Harwich, September 1, 2022 – The Harwich Kindertransport Memorial and Learning Trust unveiled a statue in the Essex port town of Harwich to commemorate the Kindertransport – the humanitarian rescue mission that saved approximately 10,000 children by sending them from Nazi occupied Europe to safety in Britain. The new memorial highlights that it was at Harwich, beginning on 2 December 1938 and continuing until the outbreak of war, that those children first set foot on British soil. Some continued their journey to London, while others spent a freezing winter at a nearby holiday camp in Dovercourt Bay.
Guests at the ceremony included more than 30 refugees who originally arrived in Britain on the Kindertransport in 1938 and 1939. They were joined by Harwich Mayor, Ivan Henderson; Mike Levy, Chair of the Harwich Kindertransport Memorial and Learning Trust, His Excellency Miguel Berger, German Ambassador to the UK; Michael Newman OBE, Chief Executive of The Association of Jewish Refugees (AJR) and Rt Hon. the Lord Eric Pickles, United Kingdom Special Envoy for post-Holocaust Issues.
The statue was unveiled by Dame Stephanie Shirley CH, a refugee herself who arrived at the age of five in Harwich on a Kindertransport. She stated, “I shall never forget my first sighting of Harwich as a thousand of us children came in from the grey North Sea after a horrendous two and a half days’ journey from Nazi Europe.”
Mike Levy, Chair of the Harwich Kindertransport Memorial and Learning Trust, said, “This is a day that so many of us have waited for. Now Harwich can take its full place in this remarkable part of British history. With the unveiling today, in some ways, the journey of those children more than 80 years ago is complete. Today is a day of celebration, of commemoration, a looking back but also, we hope, a way of looking forward to a kinder future.”

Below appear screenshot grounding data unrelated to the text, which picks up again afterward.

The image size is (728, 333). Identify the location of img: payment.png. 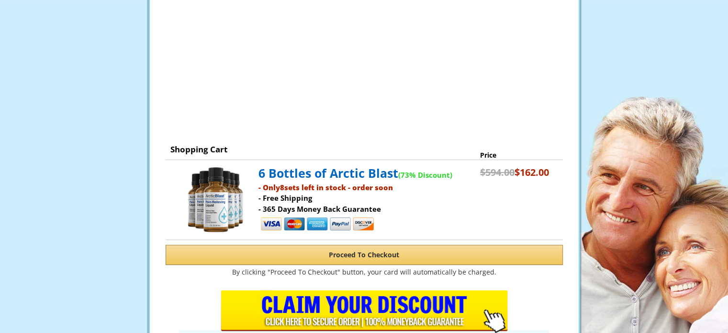
(317, 224).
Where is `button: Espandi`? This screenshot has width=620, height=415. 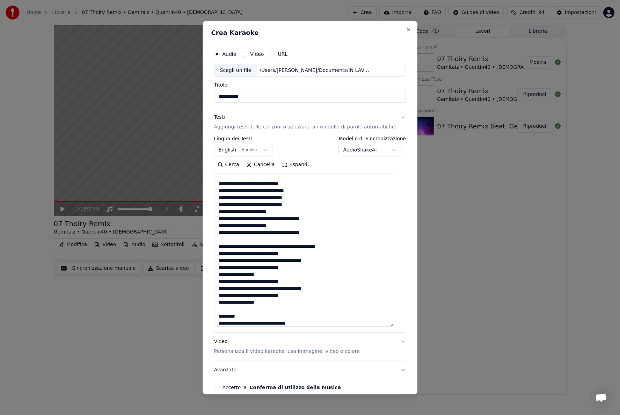
button: Espandi is located at coordinates (295, 165).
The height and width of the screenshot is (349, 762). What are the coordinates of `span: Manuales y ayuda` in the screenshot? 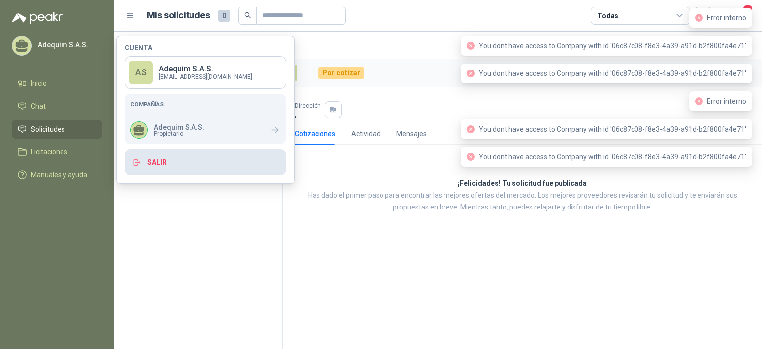 It's located at (59, 175).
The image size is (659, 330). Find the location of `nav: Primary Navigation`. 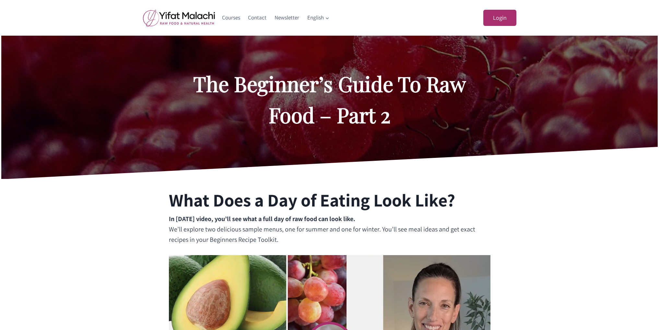

nav: Primary Navigation is located at coordinates (276, 18).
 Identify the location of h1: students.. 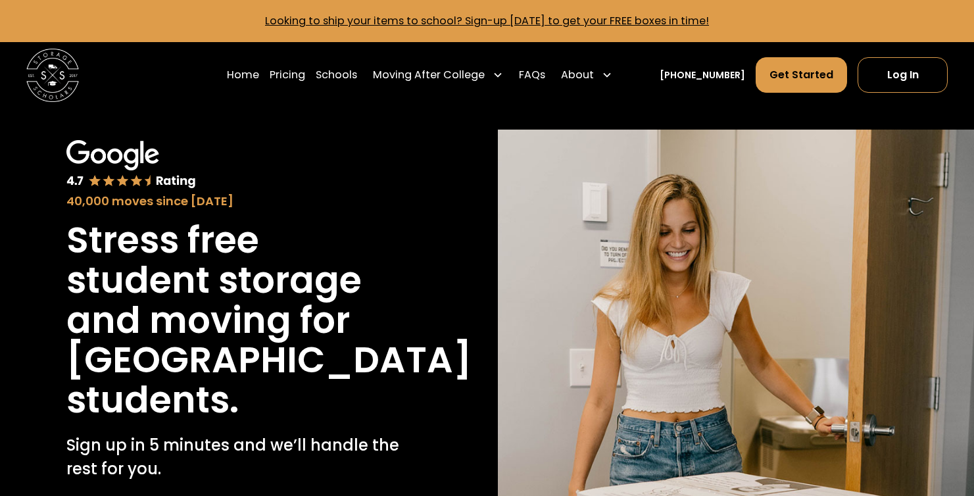
(153, 400).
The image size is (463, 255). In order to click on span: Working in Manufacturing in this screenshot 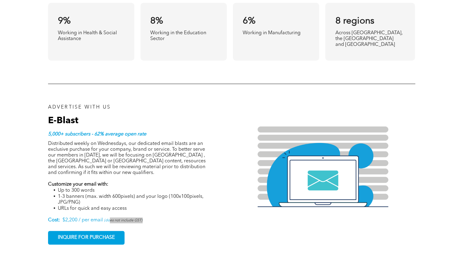, I will do `click(271, 33)`.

Sculpted by award-winning Essex artist Ian Wolter, the statue, cast in bronze, depicts five children descending from a ship’s gangplank. Moving quotes from the child refugees have been inscribed on the memorial and there is a space between the figures so that children can explore them at close hand.
Michael Newman OBE, Chief Executive of The Association of Jewish Refugees (AJR) stated, “Harwich will always have a special place in the hearts of those refugees who arrived on the Kindertransport. The AJR is proud and delighted to be a prominent supporter of the effort to establish this memorial that honours them and their loved ones who sent them to safety, and to sponsor the development of the accompanying educational programme that will spread awareness of this vital history and inspire and educate generations of visitors.”
“At 11 years of age I boarded the train in Bünde Germany, heading towards the Netherlands. When the train stopped, some nice Dutch ladies gave us biscuits and drinks, and then we continued to Hoek van Holland where we boarded a boat heading to England. On arriving in Harwich, after all we had been through, we thought English people were angels,” recalled, Dr. Vernon Katz who arrived in Britain on a Kindertransport.
In addition to the memorial, an audio bench and new information boards around the town have been erected to ensure that Harwich is recognised for the crucial role the town and its people played in the rescue of children destined otherwise for murder in the Holocaust.